Common Custom Conversion Mistakes
- URL-based conversion on a non-unique URL — if your checkout page is always /checkout/ regardless of user or order, every visitor to that page gets counted as a conversion
- Forgetting to set a value — custom conversions with no value cannot be used for value-based bidding or ROAS tracking
- Duplicating standard events — creating a custom conversion that exactly mirrors an existing standard event is redundant; use the standard event directly in your campaign
- Not checking the conversion category — setting the wrong category (e.g., categorising a Lead as “Other”) means Meta will not apply the right optimisation logic
- Building up too many old conversions — dead custom conversions from old campaigns clutter your account and eventually push you toward the limit
Run a tracking audit on your custom conversions regularly. In Events Manager, go to Custom Conversions and sort by “Last received” to quickly identify which conversions have stopped firing. Delete anything that has not received an event in 90 days unless it is still needed for an active campaign.
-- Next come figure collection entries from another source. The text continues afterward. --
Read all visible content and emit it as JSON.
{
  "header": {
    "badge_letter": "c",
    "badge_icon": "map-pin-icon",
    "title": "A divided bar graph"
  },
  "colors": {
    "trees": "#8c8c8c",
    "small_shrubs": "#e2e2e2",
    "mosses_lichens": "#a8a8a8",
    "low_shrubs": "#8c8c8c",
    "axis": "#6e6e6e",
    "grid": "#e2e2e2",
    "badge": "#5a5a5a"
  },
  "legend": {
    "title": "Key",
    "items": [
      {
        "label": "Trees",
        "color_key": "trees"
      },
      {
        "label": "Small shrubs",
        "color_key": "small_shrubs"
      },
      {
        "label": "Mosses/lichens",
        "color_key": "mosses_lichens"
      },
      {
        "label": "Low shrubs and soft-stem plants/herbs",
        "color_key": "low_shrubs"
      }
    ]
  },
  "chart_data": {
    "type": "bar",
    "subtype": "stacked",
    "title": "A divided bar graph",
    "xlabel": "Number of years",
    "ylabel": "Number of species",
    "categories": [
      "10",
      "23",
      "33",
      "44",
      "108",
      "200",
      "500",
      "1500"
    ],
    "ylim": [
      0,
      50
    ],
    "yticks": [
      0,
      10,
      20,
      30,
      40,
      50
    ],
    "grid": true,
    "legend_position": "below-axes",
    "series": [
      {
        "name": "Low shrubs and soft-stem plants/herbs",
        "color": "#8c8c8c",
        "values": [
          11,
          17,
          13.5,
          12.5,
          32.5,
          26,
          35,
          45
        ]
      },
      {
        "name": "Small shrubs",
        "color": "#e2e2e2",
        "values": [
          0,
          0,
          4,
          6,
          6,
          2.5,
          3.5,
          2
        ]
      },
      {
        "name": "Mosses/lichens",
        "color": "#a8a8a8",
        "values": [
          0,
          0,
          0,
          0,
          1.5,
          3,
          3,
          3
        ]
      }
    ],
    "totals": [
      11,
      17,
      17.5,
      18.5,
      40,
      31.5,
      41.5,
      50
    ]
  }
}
For a complete picture of how Meta tracks your conversions — standard events, custom conversions, and the Conversions API working together — the 5-minute Facebook pixel audit covers the verification steps you should run after any configuration change.
Related Articles
- Meta Pixel Standard Events: Complete List and Setup Guide
- Meta Attribution Settings Explained: 7-Day Click vs 1-Day View
- Tracking Explained: How Every Ad Platform Tracks Your Ads
- Free Tracking Audit Checklist: Is Your Setup Working?